I'm cross-posting this from the Nerd Corner 🤓
The Department of Energy (DOE) published its latest National Transmission Needs Study (here's also the last version from a year ago). It's basically DOE's effort to identify how much more transmission (and planning) we need around the USA. Some key findings:
- The total transmission system of the contiguous United States will need to expand to 2.1 to 2.6 times the size of the 2020 system by 2050 and interregional transmission needs to grow 1.9 to 3.5 times.
- Interregional coordination to meet resource adequacy, using both existing and new transmission, can save the U.S. electricity system hundreds of billions of dollars.
- Accelerating transmission deployment beyond historical rates reduces power system CO2 emissions by 10 to 11 billion metric tons (43% to 48%) through 2050.
- More electricity demand (from electrification, data centers, AI, etc.) means more need for transmission and more emissions savings.
And in a scenario where we meet our net zero emissions by 2050 Paris commitment:
- Accelerated transmission expansion leads to national electricity system cost savings of $270–490 billion through 2050.
- Approximately $1.60 to $1.80 is saved for every dollar spent on transmission.
- And again, more electricity demand means more benefits from transmission expansion.
- In this case our transmission system expands 2.4 to 3.5 times between 2020 and 2050.
- Future inter-regional transfer capacities for many regions exceed 30% of the region’s peak demand and total interregional transfer capacity increases to 2.6 to 4.6 times the 2020 capacity by 2050.
- Constraining transmission growth results in higher cost portfolios with more nuclear generation, hydrogen, and carbon capture capacity required.
So basically we're going to need to more than double our existing transmission capacity by 2050, and to reach net zero probably triple it. Inter-regional transmission capacity will similarly need to at least double and maybe more than quadruple by 2050. The more transmission we can build, the easier and cheaper it will be to deploy clean energy and reduce climate and air pollution. If we're too slow to build out our transmission system, we'll have to rely on more expensive solutions to curb emissions.
It also shows that the BIG WIRES target of reaching around 30% of peak demand inter-regional transfer capacity is a good one, and many regions should try to exceed that number.
Most importantly, it shows that as we've been saying, the transmission provisions in the Energy Permitting Reform Act are very good and important in meeting our climate commitments and saving money! 🤓
One other point worth making, noted in this report:
Peaking power plant capacity could be reduced by 68 GW by 2041 relative to a restricted transmission future, reducing pollution that disproportionately impacts disadvantaged communities across the country.
In other words, if we can build more transmission lines, we can connect more clean power to the grid and rely less on natural gas ‘peaker’ plants that produce relatively high pollution, and that are located disproportionately near historically disadvantaged communities. That means the Energy Permitting Reform Act would significantly improve environmental health and justice in these historically disadvantaged communities 🤓
@Dana Nuccitelli thank you as always for the amazing work you do to identify pertinent new information and present it to us in a format we can digest and understand! This report is highly pertinent to my state right now, and will be useful to share with our members, other groups working in the energy space, and grasstops leaders. CCL staff providing volunteers with this type of information really helps our “brand”.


◆ What the task requires ◆
Here the whole listing must be retyped exactly, with no line omitted.
# # # # # # #
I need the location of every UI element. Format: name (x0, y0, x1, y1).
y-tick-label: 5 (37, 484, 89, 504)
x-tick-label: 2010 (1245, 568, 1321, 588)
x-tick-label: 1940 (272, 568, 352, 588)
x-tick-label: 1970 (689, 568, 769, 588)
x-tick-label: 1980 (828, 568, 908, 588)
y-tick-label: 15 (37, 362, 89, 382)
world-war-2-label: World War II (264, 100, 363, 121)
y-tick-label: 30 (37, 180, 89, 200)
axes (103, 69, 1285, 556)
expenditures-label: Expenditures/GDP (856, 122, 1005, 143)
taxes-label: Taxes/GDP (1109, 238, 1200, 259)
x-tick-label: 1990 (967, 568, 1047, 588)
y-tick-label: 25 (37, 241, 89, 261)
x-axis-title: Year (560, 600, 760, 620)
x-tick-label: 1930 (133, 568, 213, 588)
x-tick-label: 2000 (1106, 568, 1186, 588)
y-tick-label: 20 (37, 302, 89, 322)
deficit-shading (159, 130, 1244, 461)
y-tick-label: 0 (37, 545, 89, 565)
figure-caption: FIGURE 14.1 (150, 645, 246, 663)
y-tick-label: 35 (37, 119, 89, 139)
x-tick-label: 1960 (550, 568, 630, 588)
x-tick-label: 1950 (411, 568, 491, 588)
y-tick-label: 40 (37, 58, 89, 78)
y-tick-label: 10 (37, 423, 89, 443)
# # # # # # #
◆ Output for this task ◆
I need the location of every UI element. Format: name (x0, y0, x1, y1).
y-tick-label: 5 (37, 484, 89, 504)
x-tick-label: 2010 (1245, 568, 1321, 588)
x-tick-label: 1940 (272, 568, 352, 588)
x-tick-label: 1970 (689, 568, 769, 588)
x-tick-label: 1980 (828, 568, 908, 588)
y-tick-label: 15 (37, 362, 89, 382)
world-war-2-label: World War II (264, 100, 363, 121)
y-tick-label: 30 (37, 180, 89, 200)
axes (103, 69, 1285, 556)
expenditures-label: Expenditures/GDP (856, 122, 1005, 143)
taxes-label: Taxes/GDP (1109, 238, 1200, 259)
x-tick-label: 1990 (967, 568, 1047, 588)
y-tick-label: 25 (37, 241, 89, 261)
x-axis-title: Year (560, 600, 760, 620)
x-tick-label: 1930 (133, 568, 213, 588)
x-tick-label: 2000 (1106, 568, 1186, 588)
y-tick-label: 20 (37, 302, 89, 322)
deficit-shading (159, 130, 1244, 461)
y-tick-label: 0 (37, 545, 89, 565)
figure-caption: FIGURE 14.1 (150, 645, 246, 663)
y-tick-label: 35 (37, 119, 89, 139)
x-tick-label: 1960 (550, 568, 630, 588)
x-tick-label: 1950 (411, 568, 491, 588)
y-tick-label: 40 (37, 58, 89, 78)
y-tick-label: 10 (37, 423, 89, 443)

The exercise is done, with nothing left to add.